Commissioned Book Review: Justin Yifu Lin and Yan Wang, Going Beyond Aid: Development Cooperation for Structural Transformation

AuthorVeysel Tekdal
DOIhttp://doi.org/10.1177/14789299211030773
Published date01 November 2022
Date01 November 2022
Subject MatterCommissioned Book Reviews
Political Studies Review
2022, Vol. 20(4) NP1 –NP2
journals.sagepub.com/home/psrev
Commissioned Book Review
1030773PSW0010.1177/14789299211030773Political Studies ReviewCommissioned Book Review
research-article2021
Commissioned Book Review
Going Beyond Aid: Development
Cooperation for Structural Transformation
by Justin Yifu Lin and Yan Wang. Cambridge:
Cambridge University Press, 2017. 232 pp., $29.99
(paperback), ISBN 9781316607152
Lin and Wang’s book has an ambitious
goal: charting a new development coop-
eration perspective that goes beyond the
limitations of the incipient aid-centred
mechanisms. The book is well-positioned
to influence ongoing discussions on devel-
opment cooperation thanks to, other things
aside, the profiles of its authors. The book
is written jointly by Justin Yifu Lin, from
Peking University, and Yan Wang, from
George Washington University. Both
authors previously held positions at the
World Bank, Lin being the Bank’s chief
economist from 2008 to 2012. Being
regarded as a leading economist and
insider to policymaking circles in China,
Lin also has the capacity to influence eco-
nomic policy in the country.
Development cooperation as a domain
of global economic relations has wit-
nessed somewhat unsettling dynamics in
the last two decades. Two particular pro-
cesses, at least, contributed to this. First,
the efficacy of conventional modalities of
cooperation, centred on the Organization
for Economic Co-operation and Develop-
ment’s (OECD) Development Assistant
Committee (DAC) as the leading interna-
tional forum and the Official Development
Assistance (ODA) as the primary type,
has been increasingly questioning, from
within and without. Second, the emerging
economies, most notably China, India and
Brazil, have significantly increased their
presence in development cooperation by
employing modalities that are mostly not
conforming to the DAC norms and frame-
work. Lin and Wang’s book reflects on
these processes and offers a pathway for
development cooperation, which rests on
‘unorthodox’ theoretical premises and
practices from China’s development coop-
eration with low-income countries (LICs).
The book’s content can be rehearsed
around three core arguments. First, the
book takes issue with the ODA. Hovering
slightly above 100 US$ billion in recent
years, the volume of ODA is insufficient
(p. 54). Also, according to the authors,
core features of the ODA regime, such as
conditionality, overdue debt-sustainabil-
ity concerns, and neglect of infrastruc-
ture and industrial projects, have
precluded it from efficiently contributing
to sustained growth and transformation
in LICs.
Second, drawing on the New Structural
Economics – a theory developed by Lin –
the authors argue that LICs’ quest for struc-
tural transformation should target indus-
trialisation in sectors with ‘latent compara-
tive advantages’ (i.e. light and labour-inten-
sive manufacturing). Therefore, the govern-
ments in LICs should aim to ‘ease the bot-
tlenecks to growth’ in those sectors. Aid,
ideally combined with other types of devel-
opment financing that go beyond aid,
should be oriented to empower the recipient
country governments’ capacity to ease the
bottlenecks (i.e. provision of suitable infra-
structure) and ‘jump-start dynamic struc-
tural transformation’.
And finally, the third core argument of
the book is that South–South cooperation
modalities, China being the exemplary
case, which combine aid with trade and
investment, have been more effective.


**GOAL OF THE EXERCISE**
Show each line from the records below in which the word "will" occurs.

**DATASET EXCERPTS**
━━━
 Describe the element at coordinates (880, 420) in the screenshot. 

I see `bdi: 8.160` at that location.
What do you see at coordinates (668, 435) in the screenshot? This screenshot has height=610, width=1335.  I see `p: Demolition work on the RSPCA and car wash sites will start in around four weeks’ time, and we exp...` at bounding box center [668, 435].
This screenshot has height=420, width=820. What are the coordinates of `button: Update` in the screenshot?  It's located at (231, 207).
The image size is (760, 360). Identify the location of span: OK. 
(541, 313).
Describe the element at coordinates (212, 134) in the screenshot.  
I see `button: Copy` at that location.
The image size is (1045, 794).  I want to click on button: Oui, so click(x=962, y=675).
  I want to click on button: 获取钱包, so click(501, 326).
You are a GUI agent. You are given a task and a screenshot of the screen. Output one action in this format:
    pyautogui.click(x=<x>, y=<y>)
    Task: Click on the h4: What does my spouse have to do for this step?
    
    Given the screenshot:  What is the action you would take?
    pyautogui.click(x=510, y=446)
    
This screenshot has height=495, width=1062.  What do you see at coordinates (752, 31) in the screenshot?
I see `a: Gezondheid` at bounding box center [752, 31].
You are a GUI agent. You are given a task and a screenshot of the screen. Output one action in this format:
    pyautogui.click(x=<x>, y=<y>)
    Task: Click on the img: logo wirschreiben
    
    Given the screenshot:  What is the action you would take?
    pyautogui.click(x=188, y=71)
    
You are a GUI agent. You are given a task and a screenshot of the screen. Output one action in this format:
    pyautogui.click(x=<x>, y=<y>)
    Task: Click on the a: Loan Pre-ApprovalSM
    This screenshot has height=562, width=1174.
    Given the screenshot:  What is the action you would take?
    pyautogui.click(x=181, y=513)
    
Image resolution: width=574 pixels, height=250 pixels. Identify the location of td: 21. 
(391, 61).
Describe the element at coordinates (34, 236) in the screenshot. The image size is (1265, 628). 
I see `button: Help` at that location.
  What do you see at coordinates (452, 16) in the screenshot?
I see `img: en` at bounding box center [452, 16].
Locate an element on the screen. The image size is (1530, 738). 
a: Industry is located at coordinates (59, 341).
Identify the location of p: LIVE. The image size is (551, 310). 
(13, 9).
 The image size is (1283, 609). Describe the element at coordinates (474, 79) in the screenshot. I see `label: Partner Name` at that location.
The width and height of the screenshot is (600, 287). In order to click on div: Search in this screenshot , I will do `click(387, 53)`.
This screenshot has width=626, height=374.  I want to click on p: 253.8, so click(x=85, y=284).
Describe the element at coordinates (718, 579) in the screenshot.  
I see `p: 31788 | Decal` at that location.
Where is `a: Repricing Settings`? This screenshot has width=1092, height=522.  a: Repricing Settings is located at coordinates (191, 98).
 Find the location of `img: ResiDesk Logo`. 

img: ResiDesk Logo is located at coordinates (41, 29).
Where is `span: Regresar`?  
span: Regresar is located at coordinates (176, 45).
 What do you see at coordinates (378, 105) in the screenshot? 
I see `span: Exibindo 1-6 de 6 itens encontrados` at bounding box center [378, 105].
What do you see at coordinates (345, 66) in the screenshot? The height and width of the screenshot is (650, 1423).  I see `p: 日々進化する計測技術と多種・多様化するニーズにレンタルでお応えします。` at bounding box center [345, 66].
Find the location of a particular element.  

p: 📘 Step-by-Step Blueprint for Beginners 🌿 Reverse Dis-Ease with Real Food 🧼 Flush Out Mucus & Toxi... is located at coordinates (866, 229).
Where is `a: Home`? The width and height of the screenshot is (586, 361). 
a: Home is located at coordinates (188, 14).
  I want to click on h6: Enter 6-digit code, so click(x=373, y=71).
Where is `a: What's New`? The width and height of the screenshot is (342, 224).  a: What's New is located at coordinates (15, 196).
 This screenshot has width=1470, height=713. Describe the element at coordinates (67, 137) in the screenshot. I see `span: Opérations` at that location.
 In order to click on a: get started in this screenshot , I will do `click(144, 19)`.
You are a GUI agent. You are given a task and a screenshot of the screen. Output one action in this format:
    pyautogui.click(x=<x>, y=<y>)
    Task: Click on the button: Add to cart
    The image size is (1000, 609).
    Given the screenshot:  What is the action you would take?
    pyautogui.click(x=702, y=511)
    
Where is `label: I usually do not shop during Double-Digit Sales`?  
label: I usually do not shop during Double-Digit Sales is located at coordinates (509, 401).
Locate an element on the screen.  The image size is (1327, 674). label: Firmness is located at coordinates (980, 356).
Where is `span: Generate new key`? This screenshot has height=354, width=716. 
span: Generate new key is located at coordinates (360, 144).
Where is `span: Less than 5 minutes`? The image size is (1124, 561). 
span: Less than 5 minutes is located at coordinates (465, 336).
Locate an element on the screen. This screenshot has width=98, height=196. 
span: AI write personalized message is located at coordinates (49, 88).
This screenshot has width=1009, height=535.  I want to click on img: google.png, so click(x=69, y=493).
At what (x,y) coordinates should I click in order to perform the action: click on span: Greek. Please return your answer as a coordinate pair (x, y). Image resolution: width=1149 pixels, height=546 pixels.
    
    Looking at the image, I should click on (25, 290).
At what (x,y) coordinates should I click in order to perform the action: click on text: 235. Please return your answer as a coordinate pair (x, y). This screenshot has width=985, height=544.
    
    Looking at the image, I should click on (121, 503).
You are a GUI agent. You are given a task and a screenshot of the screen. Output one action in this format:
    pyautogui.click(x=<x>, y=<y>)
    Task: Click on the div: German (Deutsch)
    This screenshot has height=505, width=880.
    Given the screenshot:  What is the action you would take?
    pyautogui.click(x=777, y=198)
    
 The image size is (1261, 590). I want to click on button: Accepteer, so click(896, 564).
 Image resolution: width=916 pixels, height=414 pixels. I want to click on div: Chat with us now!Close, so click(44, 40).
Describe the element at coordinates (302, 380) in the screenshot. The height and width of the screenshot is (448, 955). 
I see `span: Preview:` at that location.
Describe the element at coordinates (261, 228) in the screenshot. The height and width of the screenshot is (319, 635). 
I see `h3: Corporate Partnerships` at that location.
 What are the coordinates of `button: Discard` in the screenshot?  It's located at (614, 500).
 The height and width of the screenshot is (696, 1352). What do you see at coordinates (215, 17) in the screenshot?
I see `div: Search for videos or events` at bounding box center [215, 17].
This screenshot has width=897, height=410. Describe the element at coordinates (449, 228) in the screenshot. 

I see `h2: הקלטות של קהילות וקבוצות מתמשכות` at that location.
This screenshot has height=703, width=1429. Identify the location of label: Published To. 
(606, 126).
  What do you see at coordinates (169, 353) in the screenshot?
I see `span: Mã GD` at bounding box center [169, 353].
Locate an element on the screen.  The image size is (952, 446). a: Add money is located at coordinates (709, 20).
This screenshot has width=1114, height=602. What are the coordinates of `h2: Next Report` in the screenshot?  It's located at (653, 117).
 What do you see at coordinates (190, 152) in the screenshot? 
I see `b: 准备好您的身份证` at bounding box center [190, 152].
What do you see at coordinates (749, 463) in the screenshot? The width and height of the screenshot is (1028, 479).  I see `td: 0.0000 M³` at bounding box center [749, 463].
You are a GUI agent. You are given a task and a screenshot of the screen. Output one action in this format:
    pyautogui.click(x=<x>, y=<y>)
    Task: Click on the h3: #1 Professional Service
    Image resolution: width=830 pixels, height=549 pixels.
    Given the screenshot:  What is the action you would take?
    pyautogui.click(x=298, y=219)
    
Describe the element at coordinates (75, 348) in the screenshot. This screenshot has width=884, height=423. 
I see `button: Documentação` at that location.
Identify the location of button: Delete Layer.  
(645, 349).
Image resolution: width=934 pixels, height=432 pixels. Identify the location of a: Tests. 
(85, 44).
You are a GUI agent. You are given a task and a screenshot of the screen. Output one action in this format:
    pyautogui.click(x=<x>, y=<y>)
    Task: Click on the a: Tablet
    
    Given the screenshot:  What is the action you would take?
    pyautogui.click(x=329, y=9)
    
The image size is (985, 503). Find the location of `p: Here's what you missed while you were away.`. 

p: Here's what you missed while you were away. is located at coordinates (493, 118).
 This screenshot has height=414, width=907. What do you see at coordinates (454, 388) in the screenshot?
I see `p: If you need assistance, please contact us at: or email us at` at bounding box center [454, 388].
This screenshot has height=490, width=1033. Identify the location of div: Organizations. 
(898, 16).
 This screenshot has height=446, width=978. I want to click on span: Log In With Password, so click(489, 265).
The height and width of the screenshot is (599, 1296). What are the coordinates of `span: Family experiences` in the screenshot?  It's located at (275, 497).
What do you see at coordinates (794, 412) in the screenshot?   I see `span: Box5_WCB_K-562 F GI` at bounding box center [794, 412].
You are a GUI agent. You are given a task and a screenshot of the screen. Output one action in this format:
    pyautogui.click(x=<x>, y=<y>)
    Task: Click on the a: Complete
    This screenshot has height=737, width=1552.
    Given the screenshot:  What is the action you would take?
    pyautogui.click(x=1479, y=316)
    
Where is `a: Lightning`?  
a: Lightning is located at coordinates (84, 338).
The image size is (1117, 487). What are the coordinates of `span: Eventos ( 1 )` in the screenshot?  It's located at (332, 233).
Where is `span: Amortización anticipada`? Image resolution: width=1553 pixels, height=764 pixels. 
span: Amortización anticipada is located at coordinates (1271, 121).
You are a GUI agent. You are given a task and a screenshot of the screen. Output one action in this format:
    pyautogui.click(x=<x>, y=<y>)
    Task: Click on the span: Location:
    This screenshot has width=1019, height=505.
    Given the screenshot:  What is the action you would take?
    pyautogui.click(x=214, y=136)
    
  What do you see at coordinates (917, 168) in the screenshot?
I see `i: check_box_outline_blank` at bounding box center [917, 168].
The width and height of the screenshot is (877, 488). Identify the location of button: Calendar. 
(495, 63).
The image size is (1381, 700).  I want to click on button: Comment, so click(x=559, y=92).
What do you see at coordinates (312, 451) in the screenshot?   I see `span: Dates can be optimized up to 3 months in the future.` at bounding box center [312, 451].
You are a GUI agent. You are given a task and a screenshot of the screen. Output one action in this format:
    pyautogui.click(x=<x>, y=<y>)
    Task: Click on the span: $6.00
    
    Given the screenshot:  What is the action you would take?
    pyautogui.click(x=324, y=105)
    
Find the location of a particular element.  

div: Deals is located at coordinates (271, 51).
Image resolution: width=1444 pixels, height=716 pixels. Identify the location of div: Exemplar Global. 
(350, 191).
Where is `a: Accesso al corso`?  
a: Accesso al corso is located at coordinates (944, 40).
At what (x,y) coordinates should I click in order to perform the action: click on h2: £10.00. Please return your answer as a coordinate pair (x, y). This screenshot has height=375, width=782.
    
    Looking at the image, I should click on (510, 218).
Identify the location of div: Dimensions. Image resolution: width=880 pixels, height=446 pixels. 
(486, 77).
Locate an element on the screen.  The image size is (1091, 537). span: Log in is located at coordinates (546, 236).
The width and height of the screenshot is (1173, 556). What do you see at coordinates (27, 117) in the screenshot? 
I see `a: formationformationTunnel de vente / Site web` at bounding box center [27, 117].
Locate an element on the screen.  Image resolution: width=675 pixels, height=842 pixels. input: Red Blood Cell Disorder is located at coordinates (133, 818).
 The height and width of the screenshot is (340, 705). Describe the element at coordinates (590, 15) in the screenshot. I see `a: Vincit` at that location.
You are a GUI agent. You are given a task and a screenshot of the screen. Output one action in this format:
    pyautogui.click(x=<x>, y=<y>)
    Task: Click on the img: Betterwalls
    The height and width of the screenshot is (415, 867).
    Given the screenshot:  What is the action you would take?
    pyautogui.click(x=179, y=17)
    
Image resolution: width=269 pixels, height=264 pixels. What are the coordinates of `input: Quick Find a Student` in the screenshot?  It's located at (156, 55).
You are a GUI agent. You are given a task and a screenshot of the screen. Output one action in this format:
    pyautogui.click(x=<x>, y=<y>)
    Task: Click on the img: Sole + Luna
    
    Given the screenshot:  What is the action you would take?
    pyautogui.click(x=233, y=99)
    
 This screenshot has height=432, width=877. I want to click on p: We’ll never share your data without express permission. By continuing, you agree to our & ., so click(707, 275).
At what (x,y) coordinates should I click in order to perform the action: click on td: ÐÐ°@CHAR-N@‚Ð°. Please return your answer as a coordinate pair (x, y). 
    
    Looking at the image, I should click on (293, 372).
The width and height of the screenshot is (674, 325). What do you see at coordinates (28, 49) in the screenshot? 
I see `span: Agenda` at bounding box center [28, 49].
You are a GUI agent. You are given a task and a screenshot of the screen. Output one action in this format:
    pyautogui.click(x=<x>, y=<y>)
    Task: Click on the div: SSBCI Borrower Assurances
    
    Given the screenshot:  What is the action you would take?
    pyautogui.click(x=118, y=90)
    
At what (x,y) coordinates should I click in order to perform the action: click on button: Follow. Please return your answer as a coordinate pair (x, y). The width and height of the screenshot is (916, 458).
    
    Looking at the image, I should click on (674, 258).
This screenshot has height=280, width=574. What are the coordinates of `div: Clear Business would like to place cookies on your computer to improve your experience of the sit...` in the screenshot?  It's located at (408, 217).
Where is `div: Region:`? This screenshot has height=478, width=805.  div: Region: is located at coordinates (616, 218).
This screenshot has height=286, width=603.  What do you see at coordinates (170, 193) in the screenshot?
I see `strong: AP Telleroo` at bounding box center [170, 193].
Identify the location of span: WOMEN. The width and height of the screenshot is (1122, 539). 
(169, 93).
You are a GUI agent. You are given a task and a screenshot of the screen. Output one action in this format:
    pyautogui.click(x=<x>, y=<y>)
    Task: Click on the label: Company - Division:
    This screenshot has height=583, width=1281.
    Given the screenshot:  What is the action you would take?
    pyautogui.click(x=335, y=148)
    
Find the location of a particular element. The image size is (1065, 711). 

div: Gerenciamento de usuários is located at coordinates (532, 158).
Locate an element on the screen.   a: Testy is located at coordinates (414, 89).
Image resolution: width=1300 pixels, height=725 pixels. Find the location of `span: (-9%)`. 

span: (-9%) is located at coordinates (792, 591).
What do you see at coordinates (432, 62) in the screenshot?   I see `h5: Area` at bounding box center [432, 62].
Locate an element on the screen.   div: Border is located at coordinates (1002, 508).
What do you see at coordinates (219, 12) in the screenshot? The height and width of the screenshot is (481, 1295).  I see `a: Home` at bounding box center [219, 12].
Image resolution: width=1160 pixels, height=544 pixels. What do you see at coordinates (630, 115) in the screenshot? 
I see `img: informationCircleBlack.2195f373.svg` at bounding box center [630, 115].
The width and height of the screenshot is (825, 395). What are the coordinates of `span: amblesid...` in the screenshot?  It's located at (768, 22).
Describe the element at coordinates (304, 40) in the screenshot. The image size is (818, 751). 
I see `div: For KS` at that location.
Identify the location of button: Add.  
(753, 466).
━━━
**EXERCISE RESPONSE**
What do you see at coordinates (668, 435) in the screenshot? This screenshot has height=610, width=1335.  I see `p: Demolition work on the RSPCA and car wash sites will start in around four weeks’ time, and we exp...` at bounding box center [668, 435].
The width and height of the screenshot is (600, 287). In order to click on div: Search in this screenshot , I will do `click(387, 53)`.
 In order to click on a: get started in this screenshot , I will do `click(144, 19)`.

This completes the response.